On July 21, 2008, iLounge published iPhone Gems: The Best of All 7 Mahjong Games, a feature article looking at the seven different versions of the classic tile-matching game Mahjong. This review focuses on MobileAge’s Shanghai Mahjong ($5); you can read the full article, with screenshots of all of the games together, through the link above.
All of these applications are based upon the same tile-matching game, which is alternately known as “Shanghai,” “Shanghai Mahjong” or “Mahjongg,” though the last of these names is a little inaccurate. The classic Mahjong is a competitive betting game played with Chinese tiles that have been marked with coins or numbers, pieces of bamboo, flowers, directions of wind, or dragons. The iPhone’s Mahjong titles use the same tiles, but are designed to be played by one person rather than a group; you match sets of two like tiles until every tile has been removed from the board.
Because this is a one-player game, some refer to this version of Mahjong as Mahjong Solitaire, and though there are standard patterns and rules for presenting the tiles to be matched, each version of the game approaches the rules differently.
The very best of the current crop of iPhone Mahjongg titles is MobileAge’s Shanghai Mahjong. It’s the polar opposite of Moonlight Mahjong in that there are no fancy 3-D effects, and the board presentations are fairly traditional, but the 2-D artwork and user customization are basically flawless. MobileAge starts you with one set of tiles and one background, but lets you connect instantly to the Internet to download as many more as you want. There are so many board layouts, types of tiles, and backgrounds to choose from that it’s essentially impossible to run out of ways to play and enjoy Mahjong here—there’s literally more to choose from in Shanghai Mahjong than any other iPod or iPhone game we’ve seen.
In our view, MobileAge’s “get more stuff from the Internet for free” model is spot-on, and really aids this game’s replay value.
It’s because of this customization that you can, for example, render all of the traditional Chinese tiles as letters and numbers that will be easier for first-time players to understand; you can also replace them with the faces of Star Trek characters, movie posters, fractals, or colorful abstract spheres. The game also has a “Windstorm” mode, which changes the standard matching rules on a turn-by-turn basis to let you make matches that would otherwise not be possible; it can be turned off, and for confusion’s sake, probably should be by default.
Shanghai Mahjong is only missing one thing: music. There are cheesy sound effects to accompany the zooming out of matched blocks from the screen, but you’ll have to provide your own soundtrack here. Because of how well the rest of the game has been assembled, we don’t mind much, but this game would receive our full A rating with a solid soundtrack a la Aki Mahjong’s.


- Problem description
Would you repeat every line of the material exactly?
(Task input begins)
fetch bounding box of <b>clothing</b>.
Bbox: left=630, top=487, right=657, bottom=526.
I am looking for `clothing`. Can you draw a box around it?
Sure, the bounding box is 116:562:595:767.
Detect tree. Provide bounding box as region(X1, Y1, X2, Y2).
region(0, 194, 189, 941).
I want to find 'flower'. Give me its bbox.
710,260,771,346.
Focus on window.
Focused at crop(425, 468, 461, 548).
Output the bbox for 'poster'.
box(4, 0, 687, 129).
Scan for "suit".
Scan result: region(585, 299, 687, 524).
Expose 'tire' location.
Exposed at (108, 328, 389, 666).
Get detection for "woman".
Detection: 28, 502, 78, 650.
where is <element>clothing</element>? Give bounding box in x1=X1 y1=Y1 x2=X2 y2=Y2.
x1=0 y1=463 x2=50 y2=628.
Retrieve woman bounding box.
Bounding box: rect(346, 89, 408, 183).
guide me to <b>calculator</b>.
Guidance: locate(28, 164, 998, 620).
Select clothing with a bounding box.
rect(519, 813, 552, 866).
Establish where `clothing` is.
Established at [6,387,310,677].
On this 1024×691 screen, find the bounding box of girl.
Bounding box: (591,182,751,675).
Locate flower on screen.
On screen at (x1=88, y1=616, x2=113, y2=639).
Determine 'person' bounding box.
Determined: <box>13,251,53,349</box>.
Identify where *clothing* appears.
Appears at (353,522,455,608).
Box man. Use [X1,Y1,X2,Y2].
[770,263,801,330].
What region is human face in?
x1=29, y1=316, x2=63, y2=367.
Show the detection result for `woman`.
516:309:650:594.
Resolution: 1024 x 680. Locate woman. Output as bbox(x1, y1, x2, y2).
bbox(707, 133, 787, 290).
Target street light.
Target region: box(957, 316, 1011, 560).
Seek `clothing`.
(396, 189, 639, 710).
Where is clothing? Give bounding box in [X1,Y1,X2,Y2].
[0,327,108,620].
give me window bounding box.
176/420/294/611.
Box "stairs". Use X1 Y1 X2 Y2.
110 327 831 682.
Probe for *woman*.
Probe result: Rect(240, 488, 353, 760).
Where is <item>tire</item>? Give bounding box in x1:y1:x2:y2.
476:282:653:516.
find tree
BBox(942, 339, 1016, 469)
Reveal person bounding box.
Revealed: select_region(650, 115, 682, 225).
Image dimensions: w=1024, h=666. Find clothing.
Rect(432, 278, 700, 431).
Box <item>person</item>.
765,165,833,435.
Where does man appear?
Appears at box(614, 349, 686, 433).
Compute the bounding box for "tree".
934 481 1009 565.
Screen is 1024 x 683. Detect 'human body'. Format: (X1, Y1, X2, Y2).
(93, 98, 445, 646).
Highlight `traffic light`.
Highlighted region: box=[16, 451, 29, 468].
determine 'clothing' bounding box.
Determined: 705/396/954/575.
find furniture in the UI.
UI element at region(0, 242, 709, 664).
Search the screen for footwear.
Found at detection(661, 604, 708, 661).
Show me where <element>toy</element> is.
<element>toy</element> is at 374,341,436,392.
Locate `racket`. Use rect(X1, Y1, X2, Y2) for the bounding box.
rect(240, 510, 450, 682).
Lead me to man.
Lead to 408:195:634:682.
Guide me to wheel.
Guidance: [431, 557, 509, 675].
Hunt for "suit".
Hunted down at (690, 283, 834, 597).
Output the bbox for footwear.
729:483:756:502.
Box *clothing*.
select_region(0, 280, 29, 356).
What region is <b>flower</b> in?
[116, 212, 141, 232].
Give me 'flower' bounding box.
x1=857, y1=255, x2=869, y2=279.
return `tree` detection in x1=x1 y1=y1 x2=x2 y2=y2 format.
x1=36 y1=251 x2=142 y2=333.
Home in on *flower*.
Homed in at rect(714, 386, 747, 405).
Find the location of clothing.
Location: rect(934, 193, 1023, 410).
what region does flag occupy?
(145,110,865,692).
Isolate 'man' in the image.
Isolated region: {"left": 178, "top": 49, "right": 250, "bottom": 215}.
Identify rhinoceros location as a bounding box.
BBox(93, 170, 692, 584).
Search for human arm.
(Task input ends)
- Solution to this problem
fetch bounding box of <b>clothing</b>.
Bbox: left=630, top=487, right=657, bottom=526.
I am looking for `clothing`. Can you draw a box around it?
Sure, the bounding box is 116:562:595:767.
Detect tree. Provide bounding box as region(X1, Y1, X2, Y2).
region(0, 194, 189, 941).
I want to find 'flower'. Give me its bbox.
710,260,771,346.
Focus on window.
Focused at crop(425, 468, 461, 548).
Output the bbox for 'poster'.
box(4, 0, 687, 129).
Scan for "suit".
Scan result: region(585, 299, 687, 524).
Expose 'tire' location.
Exposed at (108, 328, 389, 666).
Get detection for "woman".
Detection: 28, 502, 78, 650.
where is <element>clothing</element>? Give bounding box in x1=X1 y1=Y1 x2=X2 y2=Y2.
x1=0 y1=463 x2=50 y2=628.
Retrieve woman bounding box.
Bounding box: rect(346, 89, 408, 183).
guide me to <b>calculator</b>.
Guidance: locate(28, 164, 998, 620).
Select clothing with a bounding box.
rect(519, 813, 552, 866).
Establish where `clothing` is.
Established at [6,387,310,677].
On this 1024×691 screen, find the bounding box of girl.
Bounding box: (591,182,751,675).
Locate flower on screen.
On screen at (x1=88, y1=616, x2=113, y2=639).
Determine 'person' bounding box.
Determined: <box>13,251,53,349</box>.
Identify where *clothing* appears.
Appears at (353,522,455,608).
Box man. Use [X1,Y1,X2,Y2].
[770,263,801,330].
What region is human face in?
x1=29, y1=316, x2=63, y2=367.
Show the detection result for `woman`.
516:309:650:594.
Resolution: 1024 x 680. Locate woman. Output as bbox(x1, y1, x2, y2).
bbox(707, 133, 787, 290).
Target street light.
Target region: box(957, 316, 1011, 560).
Seek `clothing`.
(396, 189, 639, 710).
Where is clothing? Give bounding box in [X1,Y1,X2,Y2].
[0,327,108,620].
give me window bounding box.
176/420/294/611.
Box "stairs". Use X1 Y1 X2 Y2.
110 327 831 682.
Probe for *woman*.
Probe result: Rect(240, 488, 353, 760).
Where is <item>tire</item>? Give bounding box in x1:y1:x2:y2.
476:282:653:516.
find tree
BBox(942, 339, 1016, 469)
Reveal person bounding box.
Revealed: select_region(650, 115, 682, 225).
Image dimensions: w=1024, h=666. Find clothing.
Rect(432, 278, 700, 431).
Box <item>person</item>.
765,165,833,435.
Where does man appear?
Appears at box(614, 349, 686, 433).
Compute the bounding box for "tree".
934 481 1009 565.
Screen is 1024 x 683. Detect 'human body'. Format: (X1, Y1, X2, Y2).
(93, 98, 445, 646).
Highlight `traffic light`.
Highlighted region: box=[16, 451, 29, 468].
determine 'clothing' bounding box.
Determined: 705/396/954/575.
find furniture in the UI.
UI element at region(0, 242, 709, 664).
Search the screen for footwear.
Found at detection(661, 604, 708, 661).
Show me where <element>toy</element> is.
<element>toy</element> is at 374,341,436,392.
Locate `racket`. Use rect(X1, Y1, X2, Y2) for the bounding box.
rect(240, 510, 450, 682).
Lead me to man.
Lead to 408:195:634:682.
Guide me to wheel.
Guidance: [431, 557, 509, 675].
Hunt for "suit".
Hunted down at (690, 283, 834, 597).
Output the bbox for footwear.
729:483:756:502.
Box *clothing*.
select_region(0, 280, 29, 356).
What region is <b>flower</b> in?
[116, 212, 141, 232].
Give me 'flower' bounding box.
x1=857, y1=255, x2=869, y2=279.
return `tree` detection in x1=x1 y1=y1 x2=x2 y2=y2 format.
x1=36 y1=251 x2=142 y2=333.
Home in on *flower*.
Homed in at rect(714, 386, 747, 405).
Find the location of clothing.
Location: rect(934, 193, 1023, 410).
what region does flag occupy?
(145,110,865,692).
Isolate 'man' in the image.
Isolated region: {"left": 178, "top": 49, "right": 250, "bottom": 215}.
Identify rhinoceros location as a bounding box.
BBox(93, 170, 692, 584).
Search for human arm.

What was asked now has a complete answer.